70 Years on from One of the Worst Acts in World History

Paper lanterns float down the Motoyasu River in Hiroshima, in the annual August 6 memorial event, in memory of the lives lost.

70 years ago on August 6, 1945, the United States dropped the first every nuclear weapon, affectionately known as, “Little Boy,” over the Japanese city of Hiroshima during WWII. In the blink of an eye, 70,000 mostly women and children perished. Another 140,000 would die by year’s end. An additional batch of people would die over the next 70 years to cancer.

Hiroshima Peace Memorial Museum/EPA
Hiroshima Peace Memorial Museum/EPA

In a sane world, such an event would be seen as one of the worst terror acts in not just American history, but world history. Unfortunately, most Americans still defend the use of not just this one, but the one that would then hit Nagasaki three days later.

Let me allow Rad Geek to takeover:

It exploded about 200 yards above ground, creating a 13 kiloton explosion, a fireball, a shock-wave, and a burst of radiation. On the day that the bomb was dropped, there were about 255,000-300,000 people living in Hiroshima.

Keep in mind, this was after the U.S. had been firebombing over 60 Japanese cities and leveling most of them, killing hundreds of thousands in the process. And this was just the first one.

There was a sudden flash, brighter than the sun, and then sky went dark, buildings were thrown to the ground, and everything began to burn. People were burned alive and nothing left but a shadow on the wall. People staggered through the ruins, their eyes blinded, their clothing burned off their bodies, skin burned off in the heat. Everyone was desperate for water, everything was unbearably hot. They begged soldiers for water from their canteens; they drowned themselves in cisterns. Later, black rain began to fall from the darkened sky. People escaping from the city center thought it was a miracle. They tried to catch the rain on their tongues, or they caught it and drank it out of cups. They didn’t know that the rain was fallout. They didn’t know that it was full of radiation and as they drank it it was burning them away from the inside. There was no refuge, no sanctuary; there was nobody to help.

Some say, yeah, but what the Japanese did to us during Pearl Harbor or the untold number of atrocities against the Chinese…yeah. It shouldn’t have to be said, but just because the Japanese government perpetrated horrific acts in no way justifies our own government’s horrific acts.

The city was burning; the doctors and nurses were almost all downtown. The bomb exploded directly over one of the major clinics, and over 90% of the doctors, and over 90% of the nurses, were killed or injured in the bombing. Because the U.S. bomber targeted the city center, about 85% of the people killed in Hiroshima were civilians.

We purposefully targeted a civilian area to test out our nuclear bomb for the Soviets’ attention. It’s deplorable.

devastation

4 thoughts

    1. And the issue today is how the U.S. government counts civilian deaths. Any male of military age is considered a combatant unless somehow proven otherwise.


__Problem to work on__
Show all lines from the data that include the word "arrivals".

__Figure record listings__
□ □ □ □ □

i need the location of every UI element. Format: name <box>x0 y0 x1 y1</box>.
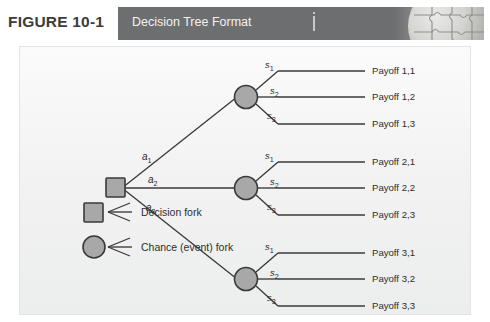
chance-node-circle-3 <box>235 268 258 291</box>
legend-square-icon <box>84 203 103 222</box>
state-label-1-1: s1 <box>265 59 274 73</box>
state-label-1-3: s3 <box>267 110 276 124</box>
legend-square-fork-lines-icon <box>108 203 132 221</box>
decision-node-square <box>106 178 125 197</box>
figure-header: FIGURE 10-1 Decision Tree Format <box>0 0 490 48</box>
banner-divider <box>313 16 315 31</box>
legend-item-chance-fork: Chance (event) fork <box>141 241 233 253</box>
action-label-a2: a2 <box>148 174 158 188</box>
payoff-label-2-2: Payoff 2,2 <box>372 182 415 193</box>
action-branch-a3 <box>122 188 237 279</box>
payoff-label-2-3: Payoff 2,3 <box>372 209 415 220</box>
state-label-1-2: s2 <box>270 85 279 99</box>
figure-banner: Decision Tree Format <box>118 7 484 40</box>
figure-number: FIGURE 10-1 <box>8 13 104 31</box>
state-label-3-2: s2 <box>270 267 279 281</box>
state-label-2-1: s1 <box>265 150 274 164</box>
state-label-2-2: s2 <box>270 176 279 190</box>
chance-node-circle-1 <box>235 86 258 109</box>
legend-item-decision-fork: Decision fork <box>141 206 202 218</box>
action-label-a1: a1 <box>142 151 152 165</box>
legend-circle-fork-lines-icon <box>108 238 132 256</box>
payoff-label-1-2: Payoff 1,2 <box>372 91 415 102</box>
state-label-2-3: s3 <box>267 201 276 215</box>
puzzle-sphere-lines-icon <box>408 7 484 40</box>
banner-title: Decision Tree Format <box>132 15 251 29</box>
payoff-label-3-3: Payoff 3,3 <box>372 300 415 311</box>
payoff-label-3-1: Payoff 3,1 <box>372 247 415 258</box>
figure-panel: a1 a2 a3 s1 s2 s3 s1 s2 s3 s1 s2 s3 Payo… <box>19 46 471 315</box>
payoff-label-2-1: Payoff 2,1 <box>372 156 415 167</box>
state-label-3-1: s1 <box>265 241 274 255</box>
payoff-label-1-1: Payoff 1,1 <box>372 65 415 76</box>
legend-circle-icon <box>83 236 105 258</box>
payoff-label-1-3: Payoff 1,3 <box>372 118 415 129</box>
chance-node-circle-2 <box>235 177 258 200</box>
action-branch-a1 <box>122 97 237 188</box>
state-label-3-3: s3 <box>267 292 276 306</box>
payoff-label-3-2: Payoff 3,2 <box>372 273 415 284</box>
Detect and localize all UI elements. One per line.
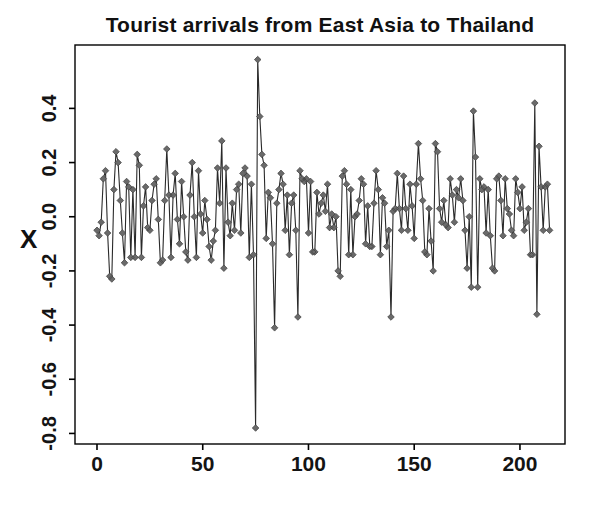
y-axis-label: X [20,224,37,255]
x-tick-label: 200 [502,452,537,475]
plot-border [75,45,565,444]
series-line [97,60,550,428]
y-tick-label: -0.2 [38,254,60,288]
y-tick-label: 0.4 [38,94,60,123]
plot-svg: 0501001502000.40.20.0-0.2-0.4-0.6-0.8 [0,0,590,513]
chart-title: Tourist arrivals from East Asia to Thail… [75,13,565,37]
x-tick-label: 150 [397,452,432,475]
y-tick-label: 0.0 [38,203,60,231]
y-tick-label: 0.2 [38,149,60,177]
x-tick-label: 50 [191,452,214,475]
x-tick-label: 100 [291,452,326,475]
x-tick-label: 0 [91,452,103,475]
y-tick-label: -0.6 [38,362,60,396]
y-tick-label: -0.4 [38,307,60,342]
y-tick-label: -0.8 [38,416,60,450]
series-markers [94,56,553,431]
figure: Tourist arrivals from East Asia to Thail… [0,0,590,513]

□ □ □ □ □

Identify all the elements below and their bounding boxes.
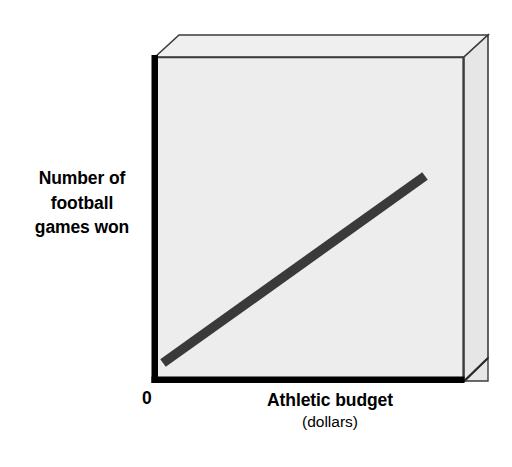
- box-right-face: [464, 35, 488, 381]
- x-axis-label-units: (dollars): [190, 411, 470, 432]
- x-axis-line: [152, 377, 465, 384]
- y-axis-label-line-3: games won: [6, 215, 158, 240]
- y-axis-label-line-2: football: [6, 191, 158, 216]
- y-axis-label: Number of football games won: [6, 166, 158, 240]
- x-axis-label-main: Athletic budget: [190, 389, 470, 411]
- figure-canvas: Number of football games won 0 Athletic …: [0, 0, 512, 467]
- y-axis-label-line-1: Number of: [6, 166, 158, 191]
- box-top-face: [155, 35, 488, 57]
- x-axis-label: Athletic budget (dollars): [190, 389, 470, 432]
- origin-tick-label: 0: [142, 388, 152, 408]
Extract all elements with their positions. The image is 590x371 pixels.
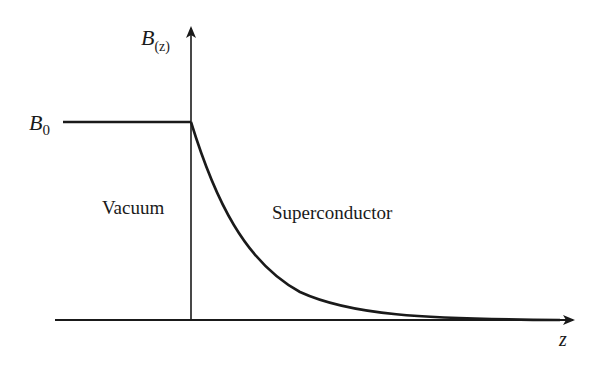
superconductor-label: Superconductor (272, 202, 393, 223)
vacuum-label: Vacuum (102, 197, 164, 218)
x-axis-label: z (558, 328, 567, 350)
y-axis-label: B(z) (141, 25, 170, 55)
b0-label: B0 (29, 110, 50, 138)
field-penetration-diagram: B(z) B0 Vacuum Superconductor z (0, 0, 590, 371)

□ □ □ □ □

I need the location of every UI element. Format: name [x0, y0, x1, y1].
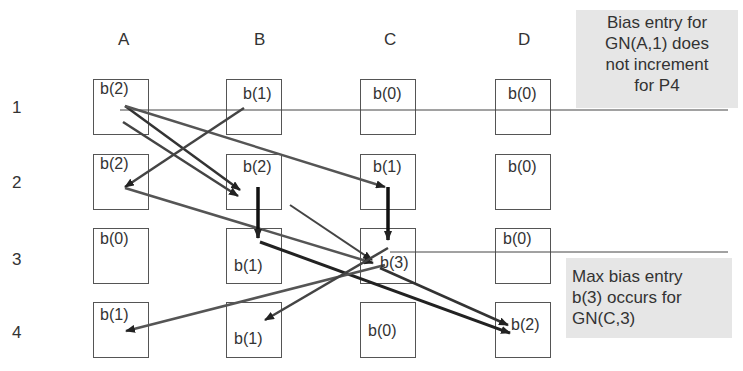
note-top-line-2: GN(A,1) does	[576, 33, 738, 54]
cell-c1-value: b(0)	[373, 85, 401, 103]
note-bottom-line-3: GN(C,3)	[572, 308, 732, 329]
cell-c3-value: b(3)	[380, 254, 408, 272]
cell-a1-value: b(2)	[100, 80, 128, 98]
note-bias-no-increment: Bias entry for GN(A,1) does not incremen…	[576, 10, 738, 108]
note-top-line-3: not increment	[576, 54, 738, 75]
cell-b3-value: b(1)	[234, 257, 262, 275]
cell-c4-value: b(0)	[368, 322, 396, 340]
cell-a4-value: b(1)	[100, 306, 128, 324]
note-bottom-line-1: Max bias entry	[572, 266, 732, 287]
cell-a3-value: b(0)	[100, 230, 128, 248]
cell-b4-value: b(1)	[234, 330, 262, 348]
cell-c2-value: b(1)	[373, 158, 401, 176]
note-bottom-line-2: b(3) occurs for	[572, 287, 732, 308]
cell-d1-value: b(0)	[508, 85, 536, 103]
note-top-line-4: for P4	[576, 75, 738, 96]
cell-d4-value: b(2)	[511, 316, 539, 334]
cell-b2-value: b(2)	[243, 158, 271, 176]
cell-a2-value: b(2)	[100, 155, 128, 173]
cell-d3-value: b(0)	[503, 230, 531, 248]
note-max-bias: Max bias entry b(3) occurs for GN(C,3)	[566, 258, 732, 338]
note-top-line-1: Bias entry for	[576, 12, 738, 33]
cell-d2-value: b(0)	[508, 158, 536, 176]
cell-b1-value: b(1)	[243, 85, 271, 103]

□ □ □ □ □

__Exercise response__
chart-title: Tourist arrivals from East Asia to Thail… [75,13,565,37]
figure: Tourist arrivals from East Asia to Thail… [0,0,590,513]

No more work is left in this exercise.